WORK TASK: Without copying any pictures, restate exactly the lines from the start of the records through the line containing "Task: Click on the Room".

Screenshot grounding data
· · · · · · ·
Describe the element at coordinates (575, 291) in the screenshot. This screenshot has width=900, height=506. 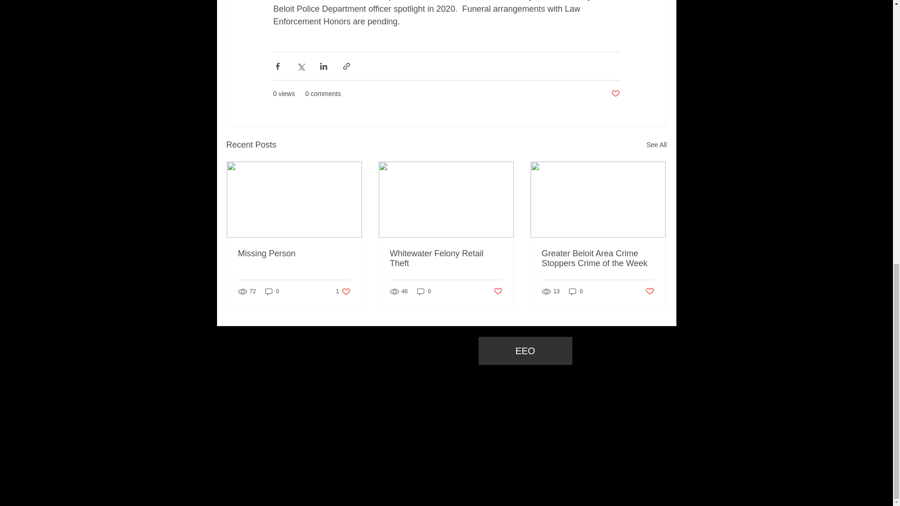
I see `0` at that location.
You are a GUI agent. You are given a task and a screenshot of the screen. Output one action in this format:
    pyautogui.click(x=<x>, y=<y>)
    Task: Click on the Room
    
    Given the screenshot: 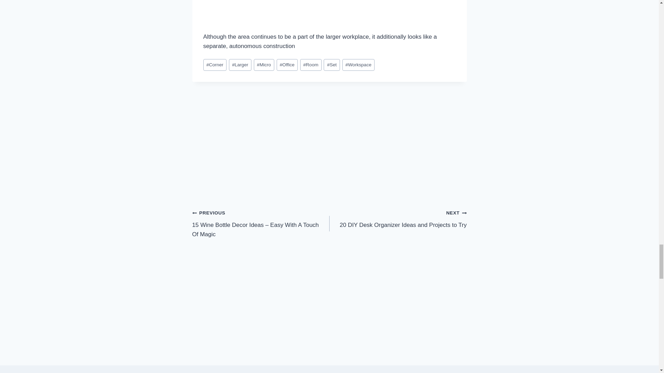 What is the action you would take?
    pyautogui.click(x=358, y=65)
    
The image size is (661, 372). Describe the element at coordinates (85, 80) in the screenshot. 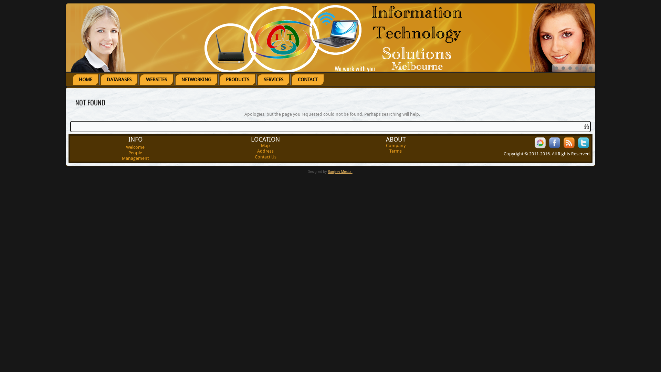

I see `HOME` at that location.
· · · · · · ·
OUTPUT BELOW:
Describe the element at coordinates (575, 291) in the screenshot. This screenshot has width=900, height=506. 
I see `0` at that location.
You are a GUI agent. You are given a task and a screenshot of the screen. Output one action in this format:
    pyautogui.click(x=<x>, y=<y>)
    Task: Click on the Room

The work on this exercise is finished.